The Help Desk: The other Help Desk

Every Friday, Cienna Madrid offers solutions to life’s most vexing literary problems. Do you need a book recommendation to send your worst cousin on her birthday? Is it okay to read erotica on public transit? Cienna can help. Send your questions to advice@seattlereviewofbooks.com.

Dear Cienna,

We can’t help but notice that several months after your weekly advice column, The Help Desk, launched on the Seattle Review of Books — to be specific, the first one was published on July 31, 2015 at 10:01am, PST — the New York Times Book Review is preparing to launch a literary advice column this week called Help Desk. You've written nine of these columns so far. Our question is: what the fuck do you think is going on there?

(heart,)

Martin and Paul, downtown

Dear Martin and Paul,

Ideas are always stolen, they don’t even have to be great ones. Russia stole the idea for invading Ukraine from the Poles, Michael Jackson stole moonwalking from the moon – or at the very least, astronauts – astronauts stole Tang from diabetes, and diabetes stole my grandmother’s pancreas. There’s no use being a frown clown; that’s just how the world works.

Here’s a more personal example: For awhile now, I’ve planned on having a baby and naming it Spite. The baby changes depending on my audience – for instance, if I’m frustrated with my grandmother and her lazy pancreas, Spite is half-black because it makes her deeply uncomfortable. I’ve told a few close friends about my Spite baby, including the spider that lives in my bathroom. Lo and behold, I get home from work yesterday to find my spider friend has hatched 1,000 babies on my bathroom wall. You guessed it: that bitch named every one of them Spite.

I could take it personally. Hell, I could shovelize her and her offspring in a heartbeat but she’s done nothing but be a good friend and sympathetic listener who knew a great idea when she heard one and ran with it.

The New York Times can offer book advice. They can even steal the name of our book advice column. But this is the same media outlet that taunts its readers with achingly beautiful portraits of homes we can never afford in places only those too poor to leave reside (“What You Get: $900,000 homes in Mississippi, Pennsylvania, Ohio”? Go fuck yourself, NYT), and thus it will never possess the charm, compassion and practical advice of a single woman living in a $500 rental full of pet spiders.

Kisses,

Cienna

The only Help Desk endorsed by spiders™.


INSTRUCTIONS FOR THE TASK:
From the entries below, copy every line that holds the word "DATE".

RECORDS TO USE: Begin

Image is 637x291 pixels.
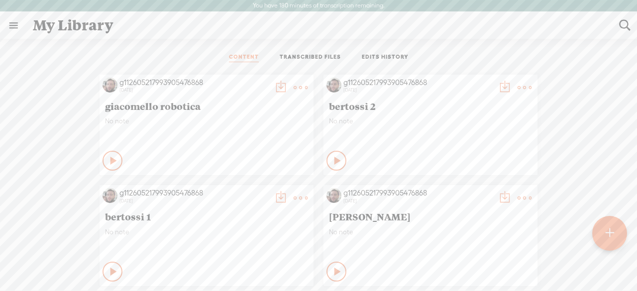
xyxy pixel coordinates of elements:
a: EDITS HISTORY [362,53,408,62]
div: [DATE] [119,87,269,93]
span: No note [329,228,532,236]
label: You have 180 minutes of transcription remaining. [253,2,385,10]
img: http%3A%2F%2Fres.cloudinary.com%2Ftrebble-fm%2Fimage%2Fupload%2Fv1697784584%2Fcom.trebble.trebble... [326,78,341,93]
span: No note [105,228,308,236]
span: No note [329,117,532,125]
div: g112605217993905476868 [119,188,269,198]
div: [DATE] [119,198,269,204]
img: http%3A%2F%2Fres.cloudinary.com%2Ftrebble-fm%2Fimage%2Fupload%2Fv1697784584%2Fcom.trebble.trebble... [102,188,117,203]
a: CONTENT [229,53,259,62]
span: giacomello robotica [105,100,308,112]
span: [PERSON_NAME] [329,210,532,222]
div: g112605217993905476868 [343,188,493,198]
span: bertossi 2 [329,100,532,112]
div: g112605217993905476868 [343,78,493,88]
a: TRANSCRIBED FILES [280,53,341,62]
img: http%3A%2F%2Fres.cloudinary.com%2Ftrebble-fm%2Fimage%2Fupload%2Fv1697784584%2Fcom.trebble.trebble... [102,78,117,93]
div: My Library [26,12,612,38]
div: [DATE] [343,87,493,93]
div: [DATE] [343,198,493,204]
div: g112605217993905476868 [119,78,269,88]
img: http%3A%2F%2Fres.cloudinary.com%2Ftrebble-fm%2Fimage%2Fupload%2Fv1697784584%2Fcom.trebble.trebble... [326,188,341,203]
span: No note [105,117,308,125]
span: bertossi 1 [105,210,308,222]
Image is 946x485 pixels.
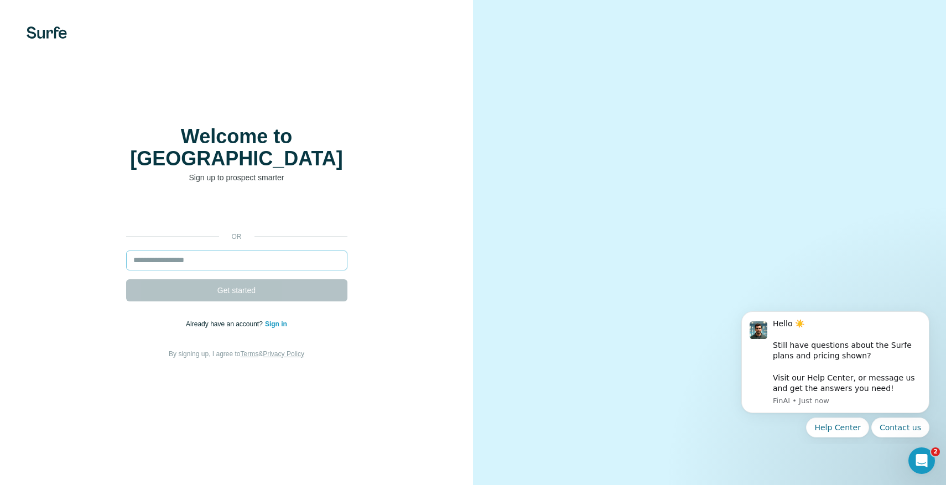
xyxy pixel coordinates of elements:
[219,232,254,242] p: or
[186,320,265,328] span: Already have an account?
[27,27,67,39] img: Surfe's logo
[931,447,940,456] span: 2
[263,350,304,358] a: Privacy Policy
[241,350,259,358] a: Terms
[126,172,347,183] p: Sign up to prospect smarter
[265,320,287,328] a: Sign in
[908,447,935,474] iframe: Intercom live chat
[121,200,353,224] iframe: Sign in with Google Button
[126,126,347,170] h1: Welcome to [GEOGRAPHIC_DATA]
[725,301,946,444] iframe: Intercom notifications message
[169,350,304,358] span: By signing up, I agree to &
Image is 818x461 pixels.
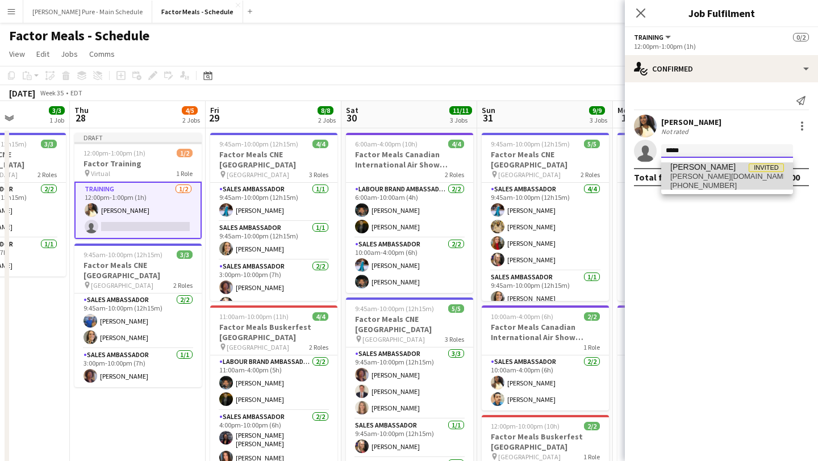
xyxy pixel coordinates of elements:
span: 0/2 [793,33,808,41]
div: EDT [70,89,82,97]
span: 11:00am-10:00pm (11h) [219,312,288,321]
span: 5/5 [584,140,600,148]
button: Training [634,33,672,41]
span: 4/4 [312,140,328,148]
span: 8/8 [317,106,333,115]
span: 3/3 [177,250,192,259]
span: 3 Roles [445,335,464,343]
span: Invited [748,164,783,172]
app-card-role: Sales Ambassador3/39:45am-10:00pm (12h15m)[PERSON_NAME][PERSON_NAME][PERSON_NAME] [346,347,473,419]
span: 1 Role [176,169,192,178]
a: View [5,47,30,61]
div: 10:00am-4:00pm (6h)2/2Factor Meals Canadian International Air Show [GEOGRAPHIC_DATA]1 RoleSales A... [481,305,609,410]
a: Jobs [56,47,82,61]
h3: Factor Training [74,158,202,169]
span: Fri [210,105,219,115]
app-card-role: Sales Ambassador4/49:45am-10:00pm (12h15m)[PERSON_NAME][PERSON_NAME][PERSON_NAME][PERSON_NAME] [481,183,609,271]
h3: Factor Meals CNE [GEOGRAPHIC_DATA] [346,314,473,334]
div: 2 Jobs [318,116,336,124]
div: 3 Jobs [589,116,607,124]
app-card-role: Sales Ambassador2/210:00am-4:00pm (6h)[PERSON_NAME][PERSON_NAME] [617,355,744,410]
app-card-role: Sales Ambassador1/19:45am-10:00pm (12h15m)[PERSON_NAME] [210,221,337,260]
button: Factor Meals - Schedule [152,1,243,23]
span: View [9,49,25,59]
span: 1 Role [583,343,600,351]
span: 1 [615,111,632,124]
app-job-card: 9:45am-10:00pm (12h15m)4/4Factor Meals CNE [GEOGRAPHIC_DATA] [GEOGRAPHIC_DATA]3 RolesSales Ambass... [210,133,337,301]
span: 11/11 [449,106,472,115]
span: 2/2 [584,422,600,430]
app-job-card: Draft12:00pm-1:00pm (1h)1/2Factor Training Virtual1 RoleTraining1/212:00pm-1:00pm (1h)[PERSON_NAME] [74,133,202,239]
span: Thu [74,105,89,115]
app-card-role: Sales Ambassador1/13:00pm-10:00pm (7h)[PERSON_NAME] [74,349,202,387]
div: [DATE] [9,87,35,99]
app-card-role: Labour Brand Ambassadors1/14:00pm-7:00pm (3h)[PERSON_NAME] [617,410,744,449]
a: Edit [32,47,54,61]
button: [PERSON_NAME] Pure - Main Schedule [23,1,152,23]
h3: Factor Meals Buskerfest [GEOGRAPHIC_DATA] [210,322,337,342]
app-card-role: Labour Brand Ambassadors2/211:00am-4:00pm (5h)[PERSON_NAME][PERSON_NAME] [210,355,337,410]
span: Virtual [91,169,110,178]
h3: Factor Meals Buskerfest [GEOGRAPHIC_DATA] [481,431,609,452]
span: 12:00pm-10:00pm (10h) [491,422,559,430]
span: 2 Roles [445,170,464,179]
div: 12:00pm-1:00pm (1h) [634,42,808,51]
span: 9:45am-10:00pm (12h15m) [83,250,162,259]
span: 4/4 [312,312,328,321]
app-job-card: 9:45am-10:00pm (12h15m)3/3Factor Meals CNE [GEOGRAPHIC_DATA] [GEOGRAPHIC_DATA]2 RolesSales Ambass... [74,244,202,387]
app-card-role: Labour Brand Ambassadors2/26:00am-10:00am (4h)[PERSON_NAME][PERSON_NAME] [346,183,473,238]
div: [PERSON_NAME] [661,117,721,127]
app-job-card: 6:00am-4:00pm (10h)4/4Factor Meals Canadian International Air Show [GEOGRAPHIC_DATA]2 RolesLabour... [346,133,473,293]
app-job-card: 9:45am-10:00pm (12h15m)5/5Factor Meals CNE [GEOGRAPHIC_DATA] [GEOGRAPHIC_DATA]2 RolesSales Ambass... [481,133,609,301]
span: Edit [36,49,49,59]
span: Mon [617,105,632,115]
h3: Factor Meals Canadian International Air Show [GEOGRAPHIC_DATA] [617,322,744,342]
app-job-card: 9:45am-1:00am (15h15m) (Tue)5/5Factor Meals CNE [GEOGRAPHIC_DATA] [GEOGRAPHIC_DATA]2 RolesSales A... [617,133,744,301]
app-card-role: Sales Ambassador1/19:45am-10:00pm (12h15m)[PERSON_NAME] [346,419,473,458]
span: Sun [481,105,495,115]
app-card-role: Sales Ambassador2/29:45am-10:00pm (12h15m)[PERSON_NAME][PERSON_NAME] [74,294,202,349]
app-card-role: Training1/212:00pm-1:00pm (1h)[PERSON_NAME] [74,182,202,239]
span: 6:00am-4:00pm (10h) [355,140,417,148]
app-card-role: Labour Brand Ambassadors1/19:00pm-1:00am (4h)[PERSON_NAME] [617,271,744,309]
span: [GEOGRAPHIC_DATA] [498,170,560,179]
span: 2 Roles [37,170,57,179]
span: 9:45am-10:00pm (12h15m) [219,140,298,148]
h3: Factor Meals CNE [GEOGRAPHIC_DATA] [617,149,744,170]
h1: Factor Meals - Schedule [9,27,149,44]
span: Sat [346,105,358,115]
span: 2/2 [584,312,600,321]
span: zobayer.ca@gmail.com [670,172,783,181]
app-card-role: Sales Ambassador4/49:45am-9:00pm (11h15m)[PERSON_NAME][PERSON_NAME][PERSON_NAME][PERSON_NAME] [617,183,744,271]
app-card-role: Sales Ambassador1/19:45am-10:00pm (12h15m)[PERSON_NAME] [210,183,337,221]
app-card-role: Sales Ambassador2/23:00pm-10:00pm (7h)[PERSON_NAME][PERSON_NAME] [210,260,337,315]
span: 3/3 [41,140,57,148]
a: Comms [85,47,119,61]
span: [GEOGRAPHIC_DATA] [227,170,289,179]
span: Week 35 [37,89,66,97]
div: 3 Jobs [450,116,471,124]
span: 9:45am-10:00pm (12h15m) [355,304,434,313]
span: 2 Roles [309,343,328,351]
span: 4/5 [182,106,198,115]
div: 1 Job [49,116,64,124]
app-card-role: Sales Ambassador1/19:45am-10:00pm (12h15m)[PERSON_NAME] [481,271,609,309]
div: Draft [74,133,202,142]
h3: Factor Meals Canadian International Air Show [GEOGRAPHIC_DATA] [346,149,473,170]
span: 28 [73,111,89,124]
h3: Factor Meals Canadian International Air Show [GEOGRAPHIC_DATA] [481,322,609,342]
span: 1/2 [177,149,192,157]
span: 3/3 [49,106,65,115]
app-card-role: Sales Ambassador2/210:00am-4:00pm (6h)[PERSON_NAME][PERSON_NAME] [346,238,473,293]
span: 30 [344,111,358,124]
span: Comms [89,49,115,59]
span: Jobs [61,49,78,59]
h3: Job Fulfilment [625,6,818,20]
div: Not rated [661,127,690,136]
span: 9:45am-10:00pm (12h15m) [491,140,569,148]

RECORDS TO USE: End

EXERCISE RESPONSE:
div: [DATE] [119,87,269,93]
div: [DATE] [119,198,269,204]
div: [DATE] [343,87,493,93]
div: [DATE] [343,198,493,204]
div: [DATE] [9,87,35,99]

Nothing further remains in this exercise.